Do not fall in love with people like me. I will take you to museums, and parks, and monuments, and kiss you in every beautiful place, so that you can never go back to them without tasting me like blood in your mouth. I will destroy you in the most be...
Who am I? I am who I say I am and tomorrow someone else entirely. You are too nostalgic, you want memory to secure you, console you. The past is a bore. What matters is only oneself and what one creates from what one has learned. Imagination uses wha...
Now you are walking in Paris all alone in the crowd As herds of bellowing buses drive by Love's anguish tightens your throat As if you were never to be loved again If you lived in the old days you would enter a monastery You are ashamed when you disc...
Marcus Brody: My reputation preceeds me. Sallah: There is no museum in Iskenderun. German Guide: Papers, please. Sallah: [laughing] Papers? Of course [to Marcus] Sallah: Run. Marcus Brody: Yes. Sallah: Papers. Got it here. Just finished reading it my...
General Allenby: I believe your name will be a household word when you'll have to go to the War Museum to find who Allenby was. You're the most extraordinary man I've ever met! T.E. Lawrence: Leave me alone! General Allenby: What? T.E. Lawrence: Leav...
As long as museums and universities send out expeditions to bring to light new forms of living and extinct animals and new data illustrating the interrelations of organisms and their environments, as long as anatomists desire a broad comparative basi...

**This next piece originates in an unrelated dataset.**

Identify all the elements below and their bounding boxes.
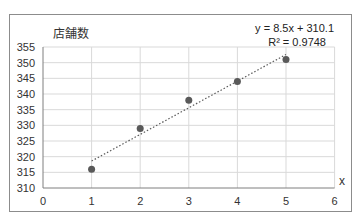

Damien: How many British soldiers in the country, Tim? Tim: Too many. Damien: How many? Teddy: About ten thousand, Damien. Damien: Ten Thousand. Tans, artillery units, machine-gun car, cavalry... Teddy: And many more besides. What's your point, Damie...
...British appeasement of the Palestinian Arabs led directly to the deaths of hundreds of thousands of Jews [in the Holocaust] who might otherwise have found refuge in Palestine.
You’re British, you’re a priest, you’re a medical doctor, you can handle a rifle, you know Morse Code, and most importantly of all, you’re a fucking pain in the ass – so off you go!
An enormous semiofficial drug-smuggling operation was established in order to improve Britain's unfavorable balance of payments with China—the direct result of the British love of tea.
Jack had been the love of her life and he was gone. It seemed now that there had never been bad times, though she knew that wasn’t true.
She tried to focus on the element of riddle or at least puzzle contained in the letter and ignore the sense of doom that was sweeping through her like clouds rolling to the shore over open water.
If the nature of the world is revealed to man through religion, then gardens, as places for contemplation, should symbolise the perfection of nature.
I wrote 'The Spy Who Came in from the Cold' at the age of 30 under intense, unshared personal stress and in extreme privacy. As an intelligence officer in the guise of a junior diplomat at the British Embassy in Bonn, I was a secret to my colleagues,...
What's amazing is that I'm recognized all over the world through 'Red Dwarf.' British fans are exceptional, but the American fans are something else. Some of them fly 500 miles to stand in line for three hours, just to meet me, then when they do they...
On banks, I make no apology for attacking spivs and gamblers who did more harm to the British economy than Bob Crow could achieve in his wildest Trotskyite fantasies, while paying themselves outrageous bonuses underwritten by the taxpayer. There is m...
Q. Why don't the British panic? A. They do, but very quietly. It is impossible for the naked eye to tell their panic from their ecstasy.
The British could leave and half India wouldn't notice us leaving just as they didn't notice us arriving. All our reforms of administration might be reforms on the moon for all it has to do with them..
When I am alone, I drink my tea with pinkie raised, like a kid playing "tea party." At times, a fancy British accent is involved. Dahling!
some smart alecs of those days after World War I used to say: "The French fought for liberty, the British fought to control the seas, but the Americans fought for souvenirs.
...You, you look -- bien -- exactly what you were, a high-ranking British officer, used to unwavering obedience and with the air of a Greek god, gazing down on us mere mortals.